Mrs. Moua discussed taboos such as the taboo of dating each other's
clan members and the rituals that do not allow a person to enter into
a Hmong home for a certain period of time. The same clan (meaning the
same last name) cannot date each other. They cannot converse conversation
or be attracted to one another. It is a "law" for the Hmong
community not to date an individual with the same last name as one's
own. How one person must choose their soul mate that will be with them
forever is not the one that loves that person before marriage. It is
the individual that one has never seen before, never loved before, never
fed before, never correlated with before, that will be that person's
soul mate to the end. In simple and specific upfront detail, if an individual
really loves a person before a marriage, it will last only somes.
One such topic of dating is the blowing of leaves. In its own language
and dialects, it denotes a way of communication within its own unique
sounds. These sounds represent a romanticism within two couples that
dare not communicate to be seen. The sounds of blowing leaves symbolize
an emblematic love and trust within the two couples. It is a sacred
trust and mutual understanding between the two that is more profound
than that of everyday language.
Family values were issues in the agenda that were addressed by Mrs.
Moua. She gave an example of a Hmong home. That home may have lots of
children, have grandma and grandpa living there, and only have three
bedrooms. She states that the home may be small but the heart is large.
The Hmong community value families. The extension of offspring is the
pride and importance in the heart of Hmong families.
Younger generations value the respect for their elders, husbands and
wives value each other's respect, and the population of Hmong value
the respect they have in the community. It has always been taught as
a lesson and a curriculum to always respect others as you would like
to be respected. For the young, the elders are to be considered as an
ultimate being that has great knowledge to guide and aid them in the
future. It is a respect understood, both by the young and the elderly.
Husbands and wives respect each other the same as do the young respect
their elders. Wives are to look upon their husbands as the individual
who will lead them to success and bare his name as sacred. His name
is to be blessed upon and never to be spit on. Respect for other Hmong
individuals in the community and working together as a society and as
a team is always expected of the Hmong population. If you are respectful,
you will be respected.
Racial
interrogation is a chapter that Hmong people endure today in American
Society. Stereotypes that falsify the Hmong name and image control the
minds of certain citizens in society today. Mrs. Moua gave models and
illustrations how she has encountered and coped with these individuals
that stereotype and use racial issues against her. It happens in every
neighborhood, in every town, and in every society to anyone as proposed
and shared by Mrs. Moua.
Through out the night, she continuously speaks and demonstrates the
priceless habits, traditions, customs, and way of life of the Hmong
people. From life in Laos to modern life living in America today, Mrs.

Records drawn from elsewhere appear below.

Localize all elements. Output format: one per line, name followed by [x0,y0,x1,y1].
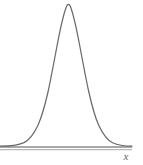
chart-background [0,0,143,165]
figure-container: x [0,0,143,165]
x-axis-label: x [123,150,129,162]
bell-curve-chart: x [0,0,143,165]
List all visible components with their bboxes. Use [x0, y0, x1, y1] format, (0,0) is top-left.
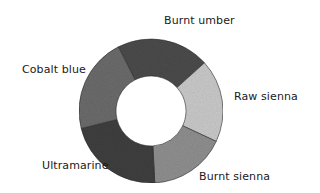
label-raw-sienna: Raw sienna [234, 90, 298, 103]
label-burnt-sienna: Burnt sienna [199, 170, 270, 183]
label-cobalt-blue: Cobalt blue [22, 63, 86, 76]
label-ultramarine: Ultramarine [42, 159, 109, 172]
segment-ultramarine [81, 119, 155, 183]
label-burnt-umber: Burnt umber [164, 14, 235, 27]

Moua reveals, exhibits, and explains in detail the hardship and the
enjoyment of living in America as a Hmong woman. The adaptations and
endurement that she has had to assimilate with and the adaptations that
had to be made for her survival in a society so different from the one
back in the country that she was born, have led her to an understanding
between two cultures. The connection that she has concluded between
the two cultures have contributed greatly to having a successful career
cross-cultural group speaking about each other's differences and the
respect that we, as a society and as partners, should have for each
other.
Mrs. Moua suggested that a non-Hmong should spend a day, a night, or
a few hours with a Hmong family and a Hmong family should invite a non-Hmong
into their family. The great influence of the two cultures will have
upon each other will greatly benefit them both in an advantageous way
that cannot be bargained for. This is the type of partnership and affiliation
that can only conquer the types of issues that seem hard to overcome.